I press my fingers to my mouth, fighting against letting the tears fall. I’m not going to cry over him. I knew it wouldn’t lead to anything, and I can’t now bawl my eyes out because I’m alone again.
It’s time I prioritize my wellbeing. It makes sense to spend some time alone and concentrate on healing. Ian has scarred me, and although being with Fraser made it better temporarily, I can’t rely on a man to make me whole again.
Equally, I can’t blame Ian for everything. My lack of self-confidence and the feeling that I’m unworthy of love began long before I met him. That’s what I need to deal with, before I even think about letting a man into my life again.
And I know where to start.
Mum works most days, but she has Thursdays off, so I text her and ask her if I can call in. She replies of course. So leaving my case in the center of the floor, I head out of the apartment and call for another Uber. She lives out in Ngaio, in a granny flat built to one side of a larger house that the owners rent out. It’s not where I lived when we first came to Wellington, but as soon as Dee and I left home, Mum sold that place, saying she didn’t need three bedrooms on her own. I suspect she might have had financial issues, but she never spoke to us about them, and still doesn’t, so I don’t know if she continues to have money worries.
She’s always been a private person. I guess it’s not surprising considering what happened, but sometimes I wonder whether she was like that before, and if it’s one reason why Dad did what he did. Even if that was the case, though, I don’t blame Mum for it. No other person was responsible for the terrible crimes he committed except himself.
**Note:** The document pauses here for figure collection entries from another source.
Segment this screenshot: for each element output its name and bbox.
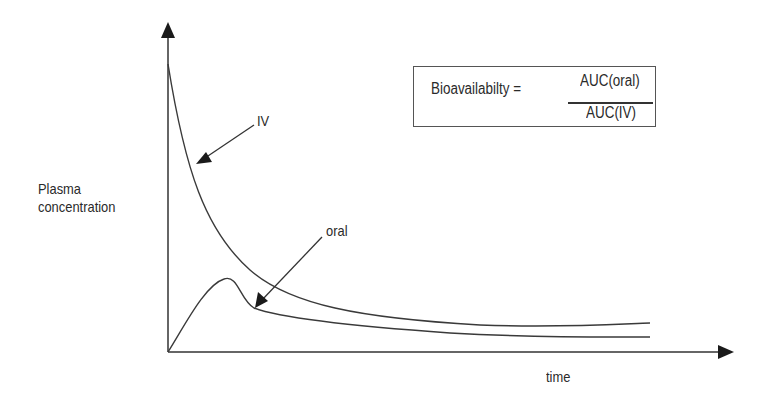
x-axis-label: time [546, 368, 570, 385]
oral-label: oral [326, 222, 348, 239]
x-axis-arrow-icon [718, 345, 734, 359]
bioavailability-formula-box: Bioavailabilty = AUC(oral) AUC(IV) [413, 66, 656, 127]
y-axis-label-line2: concentration [38, 198, 115, 215]
x-axis [168, 345, 734, 359]
formula-lhs: Bioavailabilty = [431, 80, 521, 98]
y-axis-label-line1: Plasma [38, 180, 81, 197]
y-axis-arrow-icon [161, 22, 175, 38]
oral-curve [168, 278, 650, 352]
iv-label: IV [257, 112, 269, 129]
iv-pointer-arrow [202, 125, 254, 160]
formula-numerator: AUC(oral) [580, 72, 640, 90]
oral-pointer-arrow [262, 237, 322, 300]
iv-arrowhead-icon [196, 152, 212, 164]
formula-denominator: AUC(IV) [586, 104, 636, 122]
oral-arrowhead-icon [255, 292, 268, 308]
y-axis [161, 22, 175, 352]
I get out of the Uber, walk up the path, and knock on the door.
It opens after ten seconds, and Mum gives me a big smile and steps back to let me pass her. “Hello, darling,” she says, pecking me on the cheek. She’s never been a hugger. Again, I wonder if that was ever an issue in her marriage.
“Coffee?” she asks.
“Please.”
We go through to the kitchen, and she starts making us both a cup.
I sit on one of the stools at the breakfast bar, looking around as she sets the espresso pouring and then steams the milk. As far as I know, there’s never been another man. There’s certainly no sign of one in the house—no masculine magazines left on the table, no men’s sweater thrown over the chair or slippers by the fire, no scent of male cologne. She leads a busy life—she works at the local supermarket and has worked her way up to a management position, she’s a member of several clubs, she goes to yoga and plays badminton, and she’s out several times a week meeting friends. She seems happy. She doesn’t seem to feel the cloud of the past hanging over her.
“So where were you last night?” she asks, as I told her on the text that I’d been away.
I tell her about the ball and the letters, playing down Fraser’s role in the story. Either it works or she picks up that I don’t want to talk about him, and she just nods and asks questions about what I was wearing and what kind of food was served.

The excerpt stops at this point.